The Poilâne family anticipated today's trend for real bread, made from raw flours and sourdough, demonstrating how it is possible to reconcile quantity and quality. After the tragic plane crash in 2002, young Apollonia, a member of the third generation, took over the business.
The story
In Paris, Poilâne means bread: anyone who has shopped in the City of Light has surely come across those rustic branded loaves that anticipated the current trend for sourdough in Italy by decades. It was even in 1932 when Pierre Poilâne founded his bakery in Paris, as narrated in an article by Harvard Magazine. Initially, the trade was limited to the Left Bank, specifically in the sixth arrondissement of Saint-Germain-des-Prés. And from the beginning, the focus was on natural leavening and stone-ground beige flours, rather than on bland baguettes. A nutritious and fragrant bread that stood the test of time.

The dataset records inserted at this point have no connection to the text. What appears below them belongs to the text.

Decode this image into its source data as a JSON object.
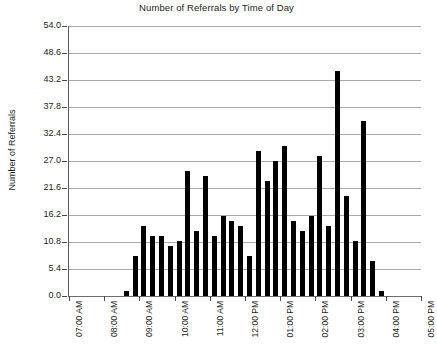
{
  "chart_data": {
    "type": "bar",
    "title": "Number of Referrals by Time of Day",
    "xlabel": "",
    "ylabel": "Number of Referrals",
    "ylim": [
      0.0,
      54.0
    ],
    "ytick_labels": [
      "0.0",
      "5.4",
      "10.8",
      "16.2",
      "21.6",
      "27.0",
      "32.4",
      "37.8",
      "43.2",
      "48.6",
      "54.0"
    ],
    "ytick_values": [
      0.0,
      5.4,
      10.8,
      16.2,
      21.6,
      27.0,
      32.4,
      37.8,
      43.2,
      48.6,
      54.0
    ],
    "xtick_labels": [
      "07:00 AM",
      "08:00 AM",
      "09:00 AM",
      "10:00 AM",
      "11:00 AM",
      "12:00 PM",
      "01:00 PM",
      "02:00 PM",
      "03:00 PM",
      "04:00 PM",
      "05:00 PM"
    ],
    "grid": true,
    "legend": "none",
    "bin_minutes": 15,
    "bar_color": "#000000",
    "grid_color": "#a9a9a9",
    "axis_color": "#5a5a5a",
    "categories": [
      "07:00 AM",
      "07:15 AM",
      "07:30 AM",
      "07:45 AM",
      "08:00 AM",
      "08:15 AM",
      "08:30 AM",
      "08:45 AM",
      "09:00 AM",
      "09:15 AM",
      "09:30 AM",
      "09:45 AM",
      "10:00 AM",
      "10:15 AM",
      "10:30 AM",
      "10:45 AM",
      "11:00 AM",
      "11:15 AM",
      "11:30 AM",
      "11:45 AM",
      "12:00 PM",
      "12:15 PM",
      "12:30 PM",
      "12:45 PM",
      "01:00 PM",
      "01:15 PM",
      "01:30 PM",
      "01:45 PM",
      "02:00 PM",
      "02:15 PM",
      "02:30 PM",
      "02:45 PM",
      "03:00 PM",
      "03:15 PM",
      "03:30 PM",
      "03:45 PM",
      "04:00 PM",
      "04:15 PM",
      "04:30 PM",
      "04:45 PM",
      "05:00 PM"
    ],
    "values": [
      0,
      0,
      0,
      0,
      0,
      0,
      1,
      8,
      14,
      12,
      12,
      10,
      11,
      25,
      13,
      24,
      12,
      16,
      15,
      14,
      8,
      29,
      23,
      27,
      30,
      15,
      13,
      16,
      28,
      14,
      45,
      20,
      11,
      35,
      7,
      1,
      0,
      0,
      0,
      0,
      0
    ]
  }
}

However, the leap in quality is credited to Lionel Poilâne: Pierre's son revitalized the company, building a central workshop, the so-called Manufactory, envisioned by his wife Irene, enabling him to ship his bread worldwide. In 1983, during the construction, Apollonia was on the way, and today she represents the third generation at the helm of a French institution.
The numbers are significant: Poilâne now produces 3000 loaves a day, baked in 24 wood-fired ovens. There are various varieties: wheat, rye, nuts, milk, and now even a cornbread, introduced by Apollonia herself, without added eggs, sugar, or anything else. Then there's dry pastry: spiced breads, cutlery-shaped cookies with various cereals, from barley to rice, oats to buckwheat. However, the star remains the miche, on which the curvilinear initial of the logo is engraved. Among the ingredients are flour, water, salt, and the family's sourdough, the same as always.
Apollonia was about to attend the University of Cambridge when her parents died in 2002 following a plane crash, piloted by her maternal grandfather, an experienced pilot. Immediately taking over the reins of the business, she still moved for studies across the Channel, then to Harvard (the maternal branch of the family had emigrated to America), never giving up her CEO role, returning to Paris for a few days every month to fulfill her duties.
Today, alongside her is her sister Athena, an artist and interior designer based in New York, who remains a shareholder and sits on the board of directors. The business is worth $12 million, thanks to 5 bakeries in Paris, one in London, and a distribution line that reaches North America and the Far East. An excellence that Apollonia wanted to document in the pages of the book Poilâne, the Secrets of the World-Famous Bakery.